Social Media Flash Mobs Hmmm….

Reading Clay Shirky’s Here Comes Everybody has me wondering about social media flash mobs.  He relates the term flash mob to a small group of people using a particular social media tool for a short period of time.  This is precisely my assignment.  I am to blog for a week to reach (at least) my 12 classmates.  I’m intrigued, now, by my first participation in a flash mob.

What do other social media flash mobs look like?  Evite would be one tool that focuses on a flash mob model.   Can you think of others that cater to a small group of people for a short amount of time?  I’m coming up blank at the moment.

However, I can think of a few examples of a larger social media flash mob moving from the virtual world into the physical world.  The Texas state senator Wendy Davis’s physical flash mob of support?  Someone posted the video on YouTube, others spread the word through Facebook, Twitter, Flickr, and other media.  The resulting crowd that gathered in the rotunda was so loud the senators could hardly hear each other and the vote came too late.  (There’s more on that story today, if you’re interested.)

There were social media flash mobs during tropical storm Sandy.  Word spread through the social media and people began to share where gas stations had power, where there were places to charge phones, and where people could find shelter.

Just in these three examples I can see that social media is changing not only the way we socialize, but also the way we govern and the way we respond to emergencies.  Does the idea of online flash mobs give you an idea of how social media is changing our world?  Will you share it here?

So What’s With All the Gratuitous Gratitude?

Back in March of this year I was struck by an off hand comment a classmate made during a History of Christian Spirituality discussion.  She said that James Martin SJ tweets his daily examen.  I was fascinated by this idea.  Why would someone tweet something so private and personal as his daily examen?

If you don’t know about Twitter, here’s a description from the book Click 2 Save:  “Twitter is a micro-blogging platform, with every post limited to 140 characters, including spaces between words.  Like blog posts, tweets tell a story in real time through short bursts of commentary and information.  Likewise, the aggregation of tweets over time tells a more extended story.”

Something about the combination of the fleeting nature, the 140 character constraint, and the completely open forum of Twitter called to me spiritually.  I thought about the impact Martin would have with his huge following by showing this deeply personal piece of himself in a really tight capsule.  (Turns out he doesn’t tweet his examen right now but that is beside the point.)  What could I do with the limited exposure I have on the web to highlight the notion that God lives and moves in this world, my world?

An entire examen every day was way too much for me to tweet. Yet, I believe that God moves in my life all the time, all I have to do is slow down enough to recognize it.  In prayer, the notion of a gratitude a day began to evolve. Now the project has 4 requirements:

  • it needs to be about me personally (I can’t tell another’s story for them),
  • it needs to be on Twitter (public for anyone who wants to read it),
  • it needs to be something specific (a particular thing that was important to me on that particular day),
  • and the whole project should look like an ordinary life (because that it what it is… just my ordinary every day life).

 

This project has already given me a wonderful new way of viewing my day.  I am constantly aware of the little things that I am grateful for during my day.  I smile a bit more often now.  Yet, there is another fruit of this labor.  Somehow through this very specific, very constrained medium of Twitter, my life with God is getting recorded for others to witness.  

That boggles my mind!  While I was brought up to be a witness to the gospel, I never imagined it looking this way.  I don’t try to convert anyone, I just share the little things I am grateful for in my day.  I don’t believe this gives a full view of the gospel, my life, or Christianity.  Hardly.  Just a tiny peek into an ordinary life in our ordinary world with an extraordinary God.  

What are you grateful for?

Is my world real?

Have you ever wondered how much control you have over the information you allow into your world?  

I have been pondering this question since reading this in Mary Hess‘s Engaging Technology in Theological Education:  “[Technology} makes it seem possible to control my environment to a large extent.  It makes it seem possible to choose how and with whom my children and I will interact.  I am convinced that such control is illusory, but it is a highly seductive illusion, and it comes at a high price.”   Can I control my environment through technology?  If not, what price do I pay for believing that I can?

I don’t watch much television, or listen to the radio much, or read any newspapers.  I get most of my current events information from word of mouth, online news sources, and links in my Facebook newsfeed.   I have good reasons for not engaging these media as my main source of news but I had not thought out all the consequences of so narrowly limiting my exposure to the world.  Have I excised the voices unlike my own from my life’s newsfeed?  If so, then how do I encounter the richness of God’s creation?  

If not, then what price am I paying by believing the illusion?  Hess points to the environmental price of not seeing my American consumption and the role it plays for the people in poverty of the world.  I think there is a more personal price as well.  I lose a vital corrective lens when I start believing in the illusion of control.  Control will fail and then I am knocked off my center by the mere presence of that which I have banned from my vision.

 

What do you think?  Can you really control your view of the world through the technology by which you receive information?  If not, what price do you pay for living the lie?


Go through the data below and copy each line where the word "capacitor" occurs.

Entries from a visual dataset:
::::::::::
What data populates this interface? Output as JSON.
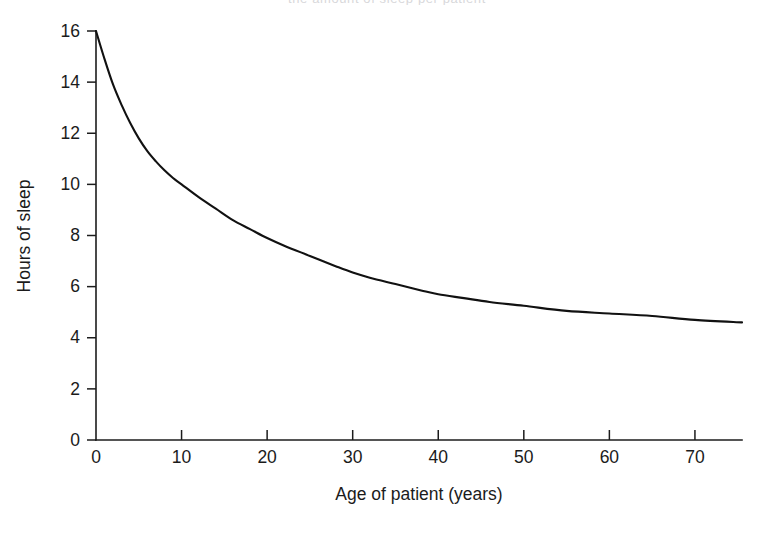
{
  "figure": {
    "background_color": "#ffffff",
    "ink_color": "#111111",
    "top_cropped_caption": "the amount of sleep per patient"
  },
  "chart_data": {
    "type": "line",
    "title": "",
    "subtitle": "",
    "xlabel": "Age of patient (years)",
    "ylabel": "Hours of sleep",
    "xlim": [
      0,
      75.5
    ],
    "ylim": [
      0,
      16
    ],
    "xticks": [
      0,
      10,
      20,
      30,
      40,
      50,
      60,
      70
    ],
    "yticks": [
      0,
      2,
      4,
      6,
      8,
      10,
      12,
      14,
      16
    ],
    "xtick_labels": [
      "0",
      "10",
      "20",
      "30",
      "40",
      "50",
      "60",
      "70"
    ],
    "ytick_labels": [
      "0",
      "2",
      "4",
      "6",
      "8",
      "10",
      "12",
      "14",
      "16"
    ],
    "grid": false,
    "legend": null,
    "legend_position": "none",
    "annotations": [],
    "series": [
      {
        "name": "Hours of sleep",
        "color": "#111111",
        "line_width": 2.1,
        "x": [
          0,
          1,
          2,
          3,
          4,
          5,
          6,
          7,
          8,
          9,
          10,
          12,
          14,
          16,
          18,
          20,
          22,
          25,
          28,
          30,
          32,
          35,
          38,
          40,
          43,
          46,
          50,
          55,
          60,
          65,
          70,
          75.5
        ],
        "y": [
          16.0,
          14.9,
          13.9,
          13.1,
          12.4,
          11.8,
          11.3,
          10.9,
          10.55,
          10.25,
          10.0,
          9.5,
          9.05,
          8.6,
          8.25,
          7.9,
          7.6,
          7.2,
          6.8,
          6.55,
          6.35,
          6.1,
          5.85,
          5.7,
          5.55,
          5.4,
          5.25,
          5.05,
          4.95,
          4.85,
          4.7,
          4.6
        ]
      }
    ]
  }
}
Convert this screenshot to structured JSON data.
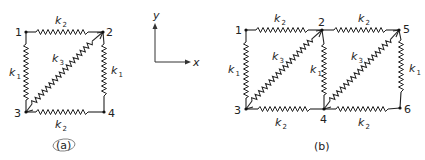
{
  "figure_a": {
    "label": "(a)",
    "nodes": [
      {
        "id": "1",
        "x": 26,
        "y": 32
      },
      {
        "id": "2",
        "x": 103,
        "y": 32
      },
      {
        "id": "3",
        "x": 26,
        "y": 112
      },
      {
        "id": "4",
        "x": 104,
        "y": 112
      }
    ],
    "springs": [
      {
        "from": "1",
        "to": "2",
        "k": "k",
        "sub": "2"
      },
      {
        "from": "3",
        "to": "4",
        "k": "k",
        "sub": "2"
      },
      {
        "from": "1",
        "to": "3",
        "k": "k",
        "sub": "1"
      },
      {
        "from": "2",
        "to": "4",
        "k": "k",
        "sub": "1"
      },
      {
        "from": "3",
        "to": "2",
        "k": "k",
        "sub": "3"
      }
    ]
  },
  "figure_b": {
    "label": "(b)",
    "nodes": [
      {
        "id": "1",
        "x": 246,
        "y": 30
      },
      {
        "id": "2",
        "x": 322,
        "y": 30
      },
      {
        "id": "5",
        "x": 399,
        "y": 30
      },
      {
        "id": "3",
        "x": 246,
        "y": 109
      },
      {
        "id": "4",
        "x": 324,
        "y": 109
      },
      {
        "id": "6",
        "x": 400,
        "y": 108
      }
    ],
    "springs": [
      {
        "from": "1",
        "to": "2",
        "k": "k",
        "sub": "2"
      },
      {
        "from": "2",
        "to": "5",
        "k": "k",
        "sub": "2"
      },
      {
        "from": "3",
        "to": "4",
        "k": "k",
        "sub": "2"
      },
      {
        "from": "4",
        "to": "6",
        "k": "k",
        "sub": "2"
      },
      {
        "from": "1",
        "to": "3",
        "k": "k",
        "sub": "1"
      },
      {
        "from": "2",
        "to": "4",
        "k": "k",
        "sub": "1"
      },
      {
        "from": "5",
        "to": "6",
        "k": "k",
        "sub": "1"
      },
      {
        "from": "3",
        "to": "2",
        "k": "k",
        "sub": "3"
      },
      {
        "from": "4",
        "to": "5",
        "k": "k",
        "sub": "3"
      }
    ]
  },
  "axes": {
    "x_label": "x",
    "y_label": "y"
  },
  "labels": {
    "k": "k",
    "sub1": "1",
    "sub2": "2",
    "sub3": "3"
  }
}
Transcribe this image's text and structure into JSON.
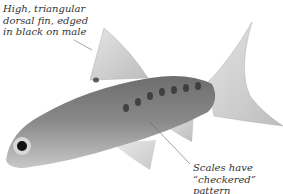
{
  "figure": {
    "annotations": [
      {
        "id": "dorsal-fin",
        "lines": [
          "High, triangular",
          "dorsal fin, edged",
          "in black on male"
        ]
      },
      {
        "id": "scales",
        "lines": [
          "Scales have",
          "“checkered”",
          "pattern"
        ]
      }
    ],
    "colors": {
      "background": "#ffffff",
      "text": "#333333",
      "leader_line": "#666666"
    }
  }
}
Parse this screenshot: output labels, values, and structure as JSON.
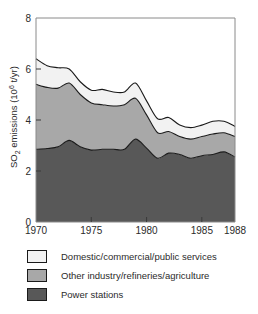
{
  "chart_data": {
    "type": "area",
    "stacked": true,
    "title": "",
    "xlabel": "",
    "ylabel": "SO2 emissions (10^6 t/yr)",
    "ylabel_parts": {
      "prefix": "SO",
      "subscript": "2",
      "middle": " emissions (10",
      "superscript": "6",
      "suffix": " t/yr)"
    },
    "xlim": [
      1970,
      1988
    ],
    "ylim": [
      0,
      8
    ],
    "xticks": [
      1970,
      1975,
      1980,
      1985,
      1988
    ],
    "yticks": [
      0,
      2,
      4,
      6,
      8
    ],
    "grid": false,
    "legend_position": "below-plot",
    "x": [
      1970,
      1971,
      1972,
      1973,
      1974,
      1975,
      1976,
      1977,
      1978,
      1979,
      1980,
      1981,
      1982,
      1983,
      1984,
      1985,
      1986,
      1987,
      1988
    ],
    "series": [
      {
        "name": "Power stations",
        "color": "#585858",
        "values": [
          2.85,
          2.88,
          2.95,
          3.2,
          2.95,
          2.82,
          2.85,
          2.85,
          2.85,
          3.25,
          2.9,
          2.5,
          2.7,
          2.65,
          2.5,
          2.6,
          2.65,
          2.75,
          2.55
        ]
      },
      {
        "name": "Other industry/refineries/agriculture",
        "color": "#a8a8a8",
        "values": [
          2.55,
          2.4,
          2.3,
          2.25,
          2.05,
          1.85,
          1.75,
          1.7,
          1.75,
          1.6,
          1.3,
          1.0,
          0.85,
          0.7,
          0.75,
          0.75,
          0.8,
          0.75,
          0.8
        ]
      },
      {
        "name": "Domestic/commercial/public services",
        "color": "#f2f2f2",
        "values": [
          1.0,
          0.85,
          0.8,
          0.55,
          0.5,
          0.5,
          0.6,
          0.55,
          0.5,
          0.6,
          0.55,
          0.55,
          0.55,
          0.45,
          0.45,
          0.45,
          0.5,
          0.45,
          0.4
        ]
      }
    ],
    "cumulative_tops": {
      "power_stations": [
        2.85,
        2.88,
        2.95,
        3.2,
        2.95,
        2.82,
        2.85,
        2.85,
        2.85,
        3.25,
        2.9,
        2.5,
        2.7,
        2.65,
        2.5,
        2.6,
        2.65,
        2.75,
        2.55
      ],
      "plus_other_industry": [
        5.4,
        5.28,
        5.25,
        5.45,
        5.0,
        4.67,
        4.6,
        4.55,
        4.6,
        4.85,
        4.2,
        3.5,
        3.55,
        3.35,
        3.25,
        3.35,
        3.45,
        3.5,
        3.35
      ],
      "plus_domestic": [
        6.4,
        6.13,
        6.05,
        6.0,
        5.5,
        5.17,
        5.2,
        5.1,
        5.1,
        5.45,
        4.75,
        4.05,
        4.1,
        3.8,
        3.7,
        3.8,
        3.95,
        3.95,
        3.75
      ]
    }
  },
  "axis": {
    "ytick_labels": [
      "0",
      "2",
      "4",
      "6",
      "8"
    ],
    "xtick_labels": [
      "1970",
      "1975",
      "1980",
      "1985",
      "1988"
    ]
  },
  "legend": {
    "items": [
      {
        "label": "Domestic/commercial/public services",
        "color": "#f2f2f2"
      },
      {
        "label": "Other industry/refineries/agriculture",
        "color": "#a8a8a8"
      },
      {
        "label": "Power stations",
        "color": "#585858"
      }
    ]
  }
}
::::::::::
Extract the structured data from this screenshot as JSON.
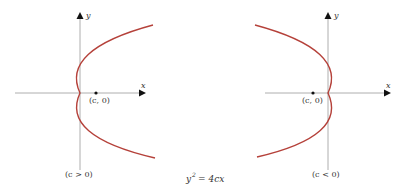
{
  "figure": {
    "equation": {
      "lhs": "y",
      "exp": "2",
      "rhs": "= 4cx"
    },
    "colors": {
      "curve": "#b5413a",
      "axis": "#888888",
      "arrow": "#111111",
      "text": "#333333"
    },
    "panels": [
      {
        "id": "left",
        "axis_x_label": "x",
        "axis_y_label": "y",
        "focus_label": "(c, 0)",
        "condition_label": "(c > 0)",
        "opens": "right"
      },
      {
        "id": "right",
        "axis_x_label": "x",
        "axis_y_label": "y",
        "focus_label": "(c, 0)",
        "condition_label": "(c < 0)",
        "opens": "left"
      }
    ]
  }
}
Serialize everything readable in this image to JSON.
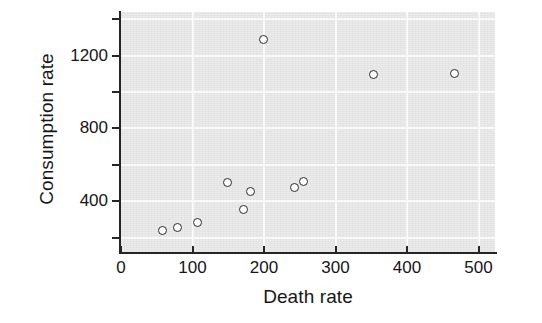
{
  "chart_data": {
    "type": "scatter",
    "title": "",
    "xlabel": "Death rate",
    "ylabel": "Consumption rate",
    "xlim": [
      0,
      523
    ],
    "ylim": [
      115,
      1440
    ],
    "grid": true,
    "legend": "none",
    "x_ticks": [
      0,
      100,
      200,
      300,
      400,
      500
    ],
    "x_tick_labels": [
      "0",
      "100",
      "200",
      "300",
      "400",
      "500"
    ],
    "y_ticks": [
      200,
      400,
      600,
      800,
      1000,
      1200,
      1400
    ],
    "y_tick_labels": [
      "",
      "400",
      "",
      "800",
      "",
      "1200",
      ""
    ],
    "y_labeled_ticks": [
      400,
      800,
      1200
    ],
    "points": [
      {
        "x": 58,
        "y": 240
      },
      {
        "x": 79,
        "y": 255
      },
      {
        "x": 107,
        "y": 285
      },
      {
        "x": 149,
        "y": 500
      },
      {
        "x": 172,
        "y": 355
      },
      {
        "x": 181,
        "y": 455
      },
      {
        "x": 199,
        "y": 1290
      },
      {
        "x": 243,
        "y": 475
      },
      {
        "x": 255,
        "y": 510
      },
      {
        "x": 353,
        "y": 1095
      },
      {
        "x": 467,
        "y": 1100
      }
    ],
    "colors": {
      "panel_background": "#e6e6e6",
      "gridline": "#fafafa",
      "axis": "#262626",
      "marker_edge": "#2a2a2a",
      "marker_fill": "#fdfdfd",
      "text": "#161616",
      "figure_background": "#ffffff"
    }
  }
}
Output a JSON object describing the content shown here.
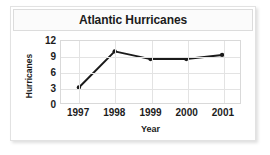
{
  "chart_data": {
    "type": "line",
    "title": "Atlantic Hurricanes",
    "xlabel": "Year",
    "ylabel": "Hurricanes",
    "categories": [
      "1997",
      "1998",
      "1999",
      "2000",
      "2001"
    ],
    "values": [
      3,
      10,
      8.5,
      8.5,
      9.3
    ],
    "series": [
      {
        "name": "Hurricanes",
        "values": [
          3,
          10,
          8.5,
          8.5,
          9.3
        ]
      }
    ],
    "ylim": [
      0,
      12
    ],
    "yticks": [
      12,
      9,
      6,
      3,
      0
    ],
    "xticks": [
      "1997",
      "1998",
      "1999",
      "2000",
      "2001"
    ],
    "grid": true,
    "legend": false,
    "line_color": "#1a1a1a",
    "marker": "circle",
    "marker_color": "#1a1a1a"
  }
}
::::::::::
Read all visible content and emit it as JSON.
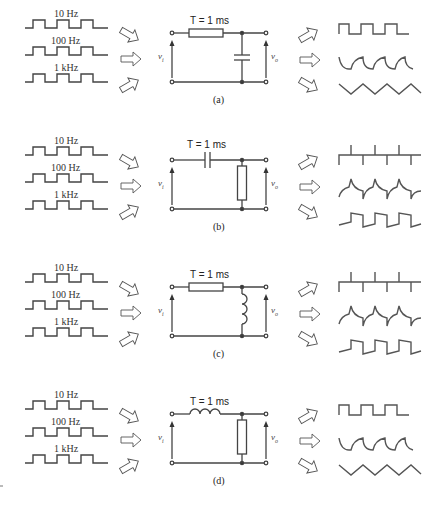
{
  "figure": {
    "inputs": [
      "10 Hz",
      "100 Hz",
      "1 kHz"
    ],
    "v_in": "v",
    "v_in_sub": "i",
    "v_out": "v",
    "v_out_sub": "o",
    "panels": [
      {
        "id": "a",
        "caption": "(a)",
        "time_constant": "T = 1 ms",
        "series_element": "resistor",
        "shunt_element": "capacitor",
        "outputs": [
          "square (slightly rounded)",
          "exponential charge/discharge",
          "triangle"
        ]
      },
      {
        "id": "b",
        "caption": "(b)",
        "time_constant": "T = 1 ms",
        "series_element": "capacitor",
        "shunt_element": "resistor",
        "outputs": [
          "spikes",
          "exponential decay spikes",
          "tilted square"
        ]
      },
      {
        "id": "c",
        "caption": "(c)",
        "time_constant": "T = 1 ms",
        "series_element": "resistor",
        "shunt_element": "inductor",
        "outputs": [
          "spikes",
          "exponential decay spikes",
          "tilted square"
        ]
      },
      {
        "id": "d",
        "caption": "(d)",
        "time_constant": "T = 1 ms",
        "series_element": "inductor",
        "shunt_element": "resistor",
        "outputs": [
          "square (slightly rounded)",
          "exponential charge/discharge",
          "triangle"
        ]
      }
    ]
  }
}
::::::::::
- _FINAL ANSWER_:
        "shunt_element": "capacitor",
        "series_element": "capacitor",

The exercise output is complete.